NAIROBI — It is a deal defined as much by what it hides as what it reveals. On Monday, Kenya and the United States operationalized a contentious seven-year data-sharing agreement, the final cog in a massive $1.6 billion (approx. KES 208 billion) health partnership that fundamentally rewrites how foreign aid enters the country.
For decades, American health dollars have flowed through a complex web of Non-Governmental Organizations (NGOs). That era is effectively over. Under the new "America First" global health strategy championed by U.S. Secretary of State Marco Rubio, Washington will now wire funds directly to Kenyan state agencies—but only in exchange for unprecedented visibility into how that money performs.
The agreement, signed in Nairobi just days after President William Ruto’s high-profile Washington visit, commits Kenya to sharing granular health data with U.S. authorities until 2032. While the government hails this as a victory for sovereignty, it has sparked fierce debate over the sanctity of Kenyan medical records.
The controversy reached a fever pitch last week when whistleblower Nelson Amenya alleged the deal would grant the U.S. "unrestricted, real-time access" to the private medical histories of millions of Kenyans, including HIV status and vaccination records.
Health Cabinet Secretary Aden Duale has moved swiftly to extinguish these fires. Speaking from Afya House, Duale was categorical: the vault is open, but the personal files are sealed.
"The Agreement goes further and sets a firm guardrail," Duale emphasized, referencing the text of the pact. "To the maximum extent practical, Kenya shall not provide individual-level data or personally identifiable information to the U.S. Government.

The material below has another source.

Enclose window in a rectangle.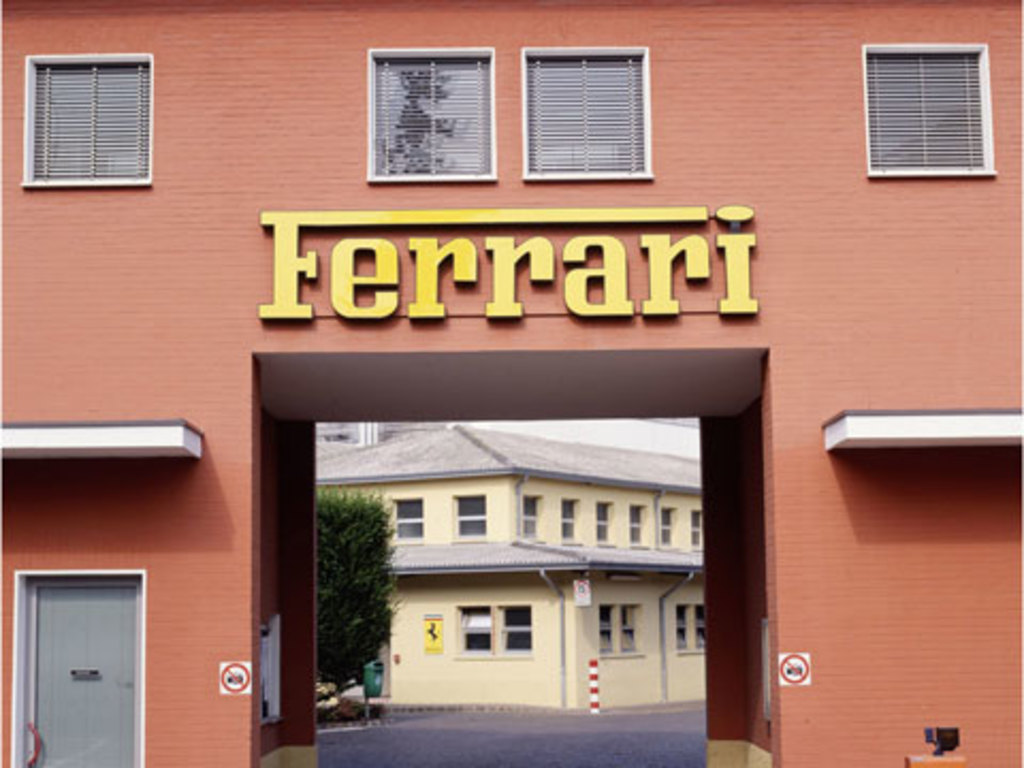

That sentence exists to protect Kenyans."
According to the Ministry of Health, the data shared will be aggregated and de-identified. Washington will see trends—infection rates in a county, the number of ARVs dispensed, or malaria hotspots—but not the names or ID numbers of the patients behind the statistics. The agreement explicitly subjects all data exchange to Kenya's Data Protection Act, 2019 and the Digital Health Act, 2023.

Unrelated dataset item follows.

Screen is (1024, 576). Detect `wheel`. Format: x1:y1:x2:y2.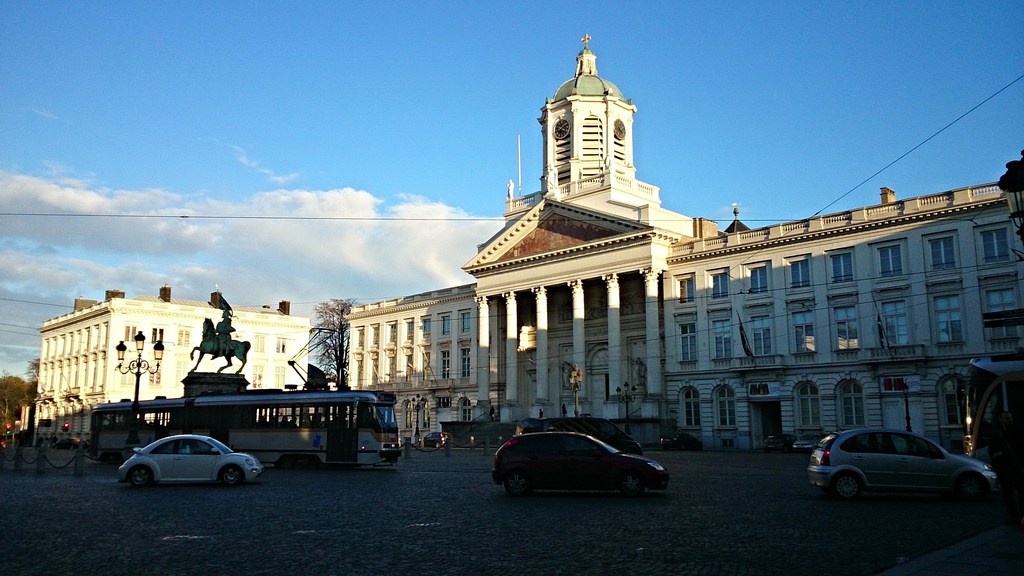
832:469:858:500.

Beyond the data privacy skirmish lies a seismic shift in the economics of aid. The United States has long been the financial backbone of Kenya's battle against HIV/AIDS, malaria, and tuberculosis. By cutting out international NGOs, the Ruto administration argues that more shillings will reach the actual clinics.
The numbers are staggering:
"We must remove the middle team," Duale noted, signaling a tough road ahead for the thousands of NGO workers whose roles may now be redundant. "We have signed a Government-to-Government (G2G) agreement. Every shilling and dollar will be spent efficiently, effectively, and accountably."

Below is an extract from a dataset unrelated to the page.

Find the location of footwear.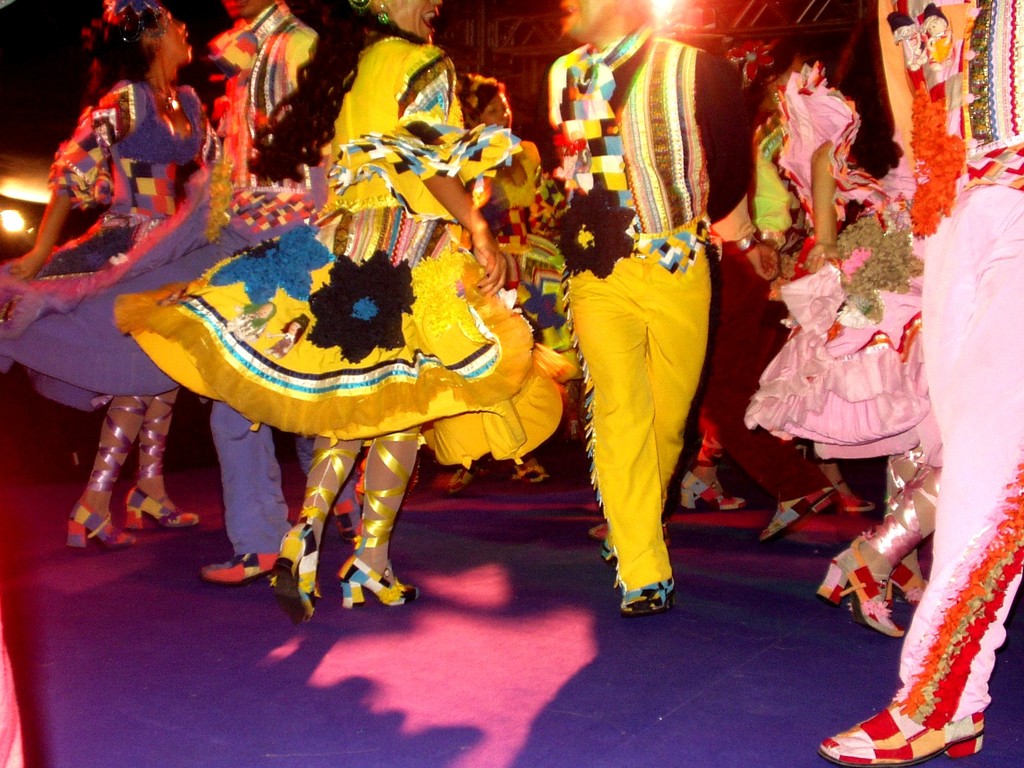
Location: Rect(509, 458, 545, 484).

This "direct funding" model is a double-edged sword. While it empowers the Treasury, it places the burden of performance squarely on the government's shoulders. The seven-year data timeline is designed to let U.S. auditors verify that their taxpayers' money is actually saving lives.
If the data shows the Kenya Medical Supplies Authority (KEMSA) or the Social Health Authority (SHA) is failing to deliver, the funding tap could be tightened. The agreement includes a "process-metrics audit" allowing the U.S. to verify results in up to 5% of facilities.
For the common mwananchi, the geopolitical maneuvering matters less than the outcome: will the local dispensary have drugs? President Ruto insists this partnership is the fuel his Universal Health Coverage agenda needs.
"The framework we sign today adds momentum to my administration's universal health coverage," Ruto said. "It ensures modern equipment for hospitals, timely medical supplies, and health insurance for all."